HIRE FOR DRIVE Terry Streich, owner of SilverMark Inc. for 32 years, is in the middle of making such a transition. Last spring he hired a salesperson for his Minneapolis company, and for the first time is attempting to be a sales manager.
For Streich, the decision to replicate himself wasn’t rooted in feeling over-stretched. He was more interested in developing a succession plan and girding against a weak economy.
“I’m wondering, ‘How are we going to manage to stay viable until things pick up?’” he says. “I don’t need a salesperson to handle the volume we’ve got. I want more volume and a broader base of connections than I’m able to go out and get by myself.”
Having made the decision, Streich’s first challenge was hiring the right person to represent his company. That’s where things became tricky.
Many remodelers say that of all the positions to fill, the sales position is the toughest: Though there’s no shortage of salespeople for hire, they are often entirely wrong for the job.
“People knock on your door, but most of them aren’t any good,” says Gary Marrokal, president of Marrokal Construction, in Lakeside, Calif. “They all tell you a great story and present themselves the best they can.”
“It takes a certain personality to do the sales job well,” says Daniel Stebnitz of Stebnitz Builders, in Delavan, Wis. “We’ve hired people in the past who were outgoing but who couldn’t close the sale. To do the job well, you need to be smart and fast-thinking, communicate well — the perfect blend.”
Marrokal sums it up this way: “If sales was easy, it would pay minimum wage.”
As for where to find the right person, Stebnitz has had positive experiences using different sources. His first sales hire was a former client whom he recognized as being a good fit for sales. He has also plucked salespeople from his production management department, with good results. His advice: Look internally first, then outward. For example, would any of the salespeople working for your suppliers be a good fit?
Because Streich was seeking a salesperson to broaden his network, he chose to cast his net in unfamiliar waters rather than recruit from his current circle. His initial foray into interviewing candidates made him rethink going it alone, though. “I didn’t know how to evaluate these people because they were all ‘selling me.’ I didn’t know what I was doing,” he says.
So, with a few recommendations from peers, Streich hired a headhunter, who ran an ad that directed people to a battery of online personality assessments. Of the 250 people who answered the ad, 25 snagged an interview with the headhunter, who then whittled down the list to 3 for Streich to interview. He hired 1 of them, an interior designer with retail experience selling home furnishings.
Despite having no remodeling sales experience, this woman’s background and assessment profiles “indicated that she had the drive, resilience, and attitude of a successful salesperson,” Streich says. Specifically, her personality behavioral assessment showed her to be results-oriented, ambitious, competitive, and driven to make money, as well as having strong interpersonal skills and not taking it personally when people say “no.”
DOCUMENT A SYSTEM Streich’s next challenge was training the new hire — coaching her on everything from “What goes in first, a tile floor or cabinets?” to “What’s the correct response when a client offers you a cup of coffee?” (Answer: “Are you having some?”)
For many remodelers, donning the trainer hat requires the biggest mental shift. The dozens of little things that Streich knows and does every day, without even thinking, he now needed to teach someone else. “I know what I do and how I do it,” he says. “But I had no idea how to go about coaching. It eluded me.”
Here’s where having a sales-training manual in place — with the entire sales system written out step-by-step — can make all the difference. Some remodelers even say that hiring a new salesperson without such a system is a recipe for failure.
“My advice,” Frost says, “is to figure that part out up-front. Come up with a document that identifies what you’ve been doing all these years. Put it in outline form, with a checklist of things you can teach and hold someone accountable to. If you don’t have that, it’s going to blow up on you.”
In his case, Frost estimates that it took a year and a half or so for his company to assemble a strong working sales system. Drawing from a range of resources, he and his team drafted, reviewed, tested, and tweaked until they arrived at a systematic sales process.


Exercise instructions :: Gather all lines in the entries below that include the word "subscript".

Information given ::
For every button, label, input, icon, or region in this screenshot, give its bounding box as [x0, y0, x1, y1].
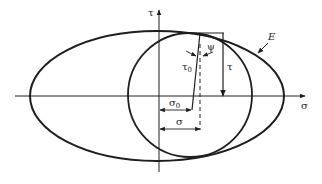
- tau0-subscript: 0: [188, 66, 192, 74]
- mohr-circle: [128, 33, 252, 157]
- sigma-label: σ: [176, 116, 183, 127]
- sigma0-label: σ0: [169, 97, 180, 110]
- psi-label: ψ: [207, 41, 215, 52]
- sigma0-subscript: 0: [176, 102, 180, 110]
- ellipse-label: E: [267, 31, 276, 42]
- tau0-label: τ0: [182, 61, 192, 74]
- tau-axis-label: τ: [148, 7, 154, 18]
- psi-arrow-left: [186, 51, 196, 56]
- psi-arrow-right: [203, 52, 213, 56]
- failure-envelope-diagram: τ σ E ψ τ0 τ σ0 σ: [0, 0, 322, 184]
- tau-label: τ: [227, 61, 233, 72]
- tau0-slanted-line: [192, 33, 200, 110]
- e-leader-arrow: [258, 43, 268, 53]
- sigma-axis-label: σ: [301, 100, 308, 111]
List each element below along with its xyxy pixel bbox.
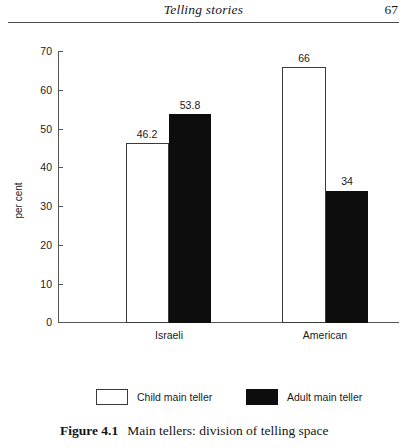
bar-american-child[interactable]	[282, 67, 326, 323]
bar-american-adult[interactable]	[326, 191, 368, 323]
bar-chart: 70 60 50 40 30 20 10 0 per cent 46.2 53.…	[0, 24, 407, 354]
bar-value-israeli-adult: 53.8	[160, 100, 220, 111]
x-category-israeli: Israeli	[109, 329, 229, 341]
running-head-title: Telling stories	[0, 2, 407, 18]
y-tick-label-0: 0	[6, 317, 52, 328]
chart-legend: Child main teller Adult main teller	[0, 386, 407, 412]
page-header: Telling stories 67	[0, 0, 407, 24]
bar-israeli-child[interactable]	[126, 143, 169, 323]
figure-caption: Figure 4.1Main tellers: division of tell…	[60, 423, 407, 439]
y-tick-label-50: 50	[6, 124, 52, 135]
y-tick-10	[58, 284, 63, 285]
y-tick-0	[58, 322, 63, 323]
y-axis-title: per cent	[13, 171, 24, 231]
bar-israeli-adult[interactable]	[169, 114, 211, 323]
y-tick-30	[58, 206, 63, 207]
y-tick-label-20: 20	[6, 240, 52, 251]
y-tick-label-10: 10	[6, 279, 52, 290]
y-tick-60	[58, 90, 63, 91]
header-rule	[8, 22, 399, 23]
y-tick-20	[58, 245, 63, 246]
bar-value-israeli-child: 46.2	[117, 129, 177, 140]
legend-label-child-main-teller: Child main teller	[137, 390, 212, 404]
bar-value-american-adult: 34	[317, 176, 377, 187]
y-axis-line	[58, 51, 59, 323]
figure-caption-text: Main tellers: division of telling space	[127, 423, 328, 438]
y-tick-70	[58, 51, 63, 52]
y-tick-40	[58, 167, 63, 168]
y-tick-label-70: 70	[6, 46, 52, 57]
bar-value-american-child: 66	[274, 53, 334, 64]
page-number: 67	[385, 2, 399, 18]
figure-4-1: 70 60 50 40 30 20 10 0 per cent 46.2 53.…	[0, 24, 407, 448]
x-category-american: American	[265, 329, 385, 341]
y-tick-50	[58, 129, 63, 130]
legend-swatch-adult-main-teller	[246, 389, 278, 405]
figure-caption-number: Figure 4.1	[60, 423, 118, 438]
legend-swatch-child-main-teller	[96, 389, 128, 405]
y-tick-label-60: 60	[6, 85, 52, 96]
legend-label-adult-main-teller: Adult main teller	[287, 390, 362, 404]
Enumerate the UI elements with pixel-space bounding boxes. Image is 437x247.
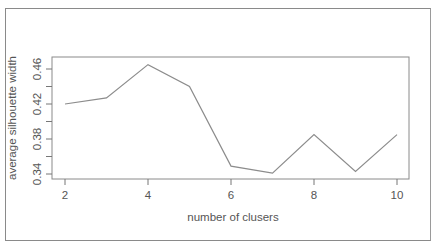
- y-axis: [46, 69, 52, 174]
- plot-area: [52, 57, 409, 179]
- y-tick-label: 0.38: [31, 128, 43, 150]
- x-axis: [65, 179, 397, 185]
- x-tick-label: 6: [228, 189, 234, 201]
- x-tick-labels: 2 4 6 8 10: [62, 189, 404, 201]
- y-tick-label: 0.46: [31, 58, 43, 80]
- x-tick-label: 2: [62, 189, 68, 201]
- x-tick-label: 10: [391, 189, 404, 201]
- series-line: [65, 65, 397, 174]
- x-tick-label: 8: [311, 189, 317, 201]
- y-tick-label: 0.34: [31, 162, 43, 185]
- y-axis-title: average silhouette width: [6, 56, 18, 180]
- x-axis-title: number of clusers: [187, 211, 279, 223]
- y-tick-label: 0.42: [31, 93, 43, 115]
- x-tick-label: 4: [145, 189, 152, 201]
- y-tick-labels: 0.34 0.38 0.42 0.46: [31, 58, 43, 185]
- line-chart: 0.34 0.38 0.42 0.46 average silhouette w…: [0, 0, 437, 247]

Task response ::
- tau0-subscript: 0: [188, 66, 192, 74]
- sigma0-subscript: 0: [176, 102, 180, 110]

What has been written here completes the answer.